Published: 1 May 2026. The English Chronicle Desk. The English Chronicle Online
As the world’s eyes remain fixed on the $118-a-barrel oil price and the naval standoff in the Strait of Hormuz, a more insidious threat is creeping across the agricultural heartlands of Asia. While energy security dominates the headlines, the “Iran shock” has triggered a catastrophic breakdown in the global fertilizer trade, leaving the world’s most populous continent facing a “silent harvest failure” that could put billions of meals at risk.
From the Mekong Delta to the Punjab, farmers are warning that the cutoff of Middle Eastern nutrients is forcing a “dopamine desert” in the fields—where the lack of synthetic nitrogen is quite literally turning the green revolution brown.
Asia is the world’s largest consumer of nitrogen-based fertilizers, and the Middle East is its primary dealer. The closure of the Strait of Hormuz on February 28 has effectively severed the “umbilical cord” of Asian agriculture.
The Rice Crisis: In Thailand and Vietnam, the world’s top rice exporters, the price of a bag of urea has nearly doubled. Farmers like 60-year-old Sripai Kaew-Eam in Thailand report being forced to cut their fertilizer use by half.
The Boro Season: In Bangladesh, the current “Boro” rice season—which accounts for over half of the country’s annual production—is in a critical phase. Without the 34% of global urea that typically transits the Gulf, yields are projected to plummet.
The 6-Million-Ton Deficit: In the Philippines, the world’s largest rice importer, agricultural groups warn that output could fall by 6 million metric tons this year as cash-strapped farmers simply stop planting.
The UN’s Food and Agriculture Organization (FAO) has warned that Asian producers are facing a “deadly pincer movement.”
Input Inflation: Fertilizers account for up to 25% of agricultural production costs. With Middle East urea prices surging by 28% in a single week, the “Golden Tone” of a profitable harvest has vanished for smallholders.
Fuel and Freight: The Iran war has sent diesel and shipping insurance premiums (now reaching 10% of vessel value) through the roof. This makes the transport of rice from farms to ports a “logistics nightmare,” according to Singapore-based traders.
The “Slow-Motion” Famine: Unlike an energy blackout, a fertilizer shortage is a “lagged” disaster. The FAO warns that while global stocks are currently “cushioning” the blow, the real strain will crest in the second half of 2026 as current planting cycles fail to deliver.
The food crisis is already shifting the balance of power in the East.
Beijing’s Leverage: As Middle Eastern supplies vanish, China—which has significant domestic reserves—is increasingly using its fertilizer exports as a diplomatic tool, potentially establishing new “chokepoints” over the regional food supply.
The Remittance Trap: Beyond the price of rice, the FAO warns that millions of households in South Asia (particularly India and Pakistan) are facing a “secondary risk” as the war cuts off the flow of remittances from the Gulf economies, leaving families unable to afford even the inflated food that is available.
El Niño’s Shadow: Compounding the man-made war is a natural enemy: an emerging El Niño weather pattern is bringing dryness to Southeast Asia, threatening to squeeze yields even further in a “perfect storm” of climate and conflict.
The crisis has ignited a row over “accountability rot” in the commodity markets.

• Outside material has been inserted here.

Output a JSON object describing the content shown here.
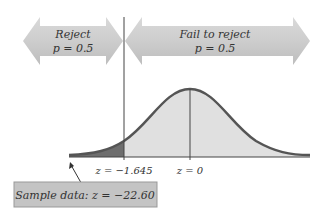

Critics argue that while farmers in the Global South go bankrupt, hedge funds and investment banks are treating wheat and rice as “financial assets,” driving futures prices up faster than the physical shortages justify.
“The war in Iran isn’t just raising food prices,” noted one analyst. “It is revealing who really sets them. If prices can spike before the crops even fail, the system is no longer about feeding people—it’s about pricing them out.”
As the Southbank Centre celebrates 75 years and the RHS Wisley wisteria reaches its peak, the contrast is stark. In London, the purple tunnels offer a sensory reset; in Asia, the “purple rain” of the fertilizer pellets has stopped falling. If the Strait of Hormuz does not reopen in the next three weeks, the FAO’s warning is blunt: the world’s most consumed staple is heading for a “pretty serious” strain that no amount of diplomacy may be able to fix.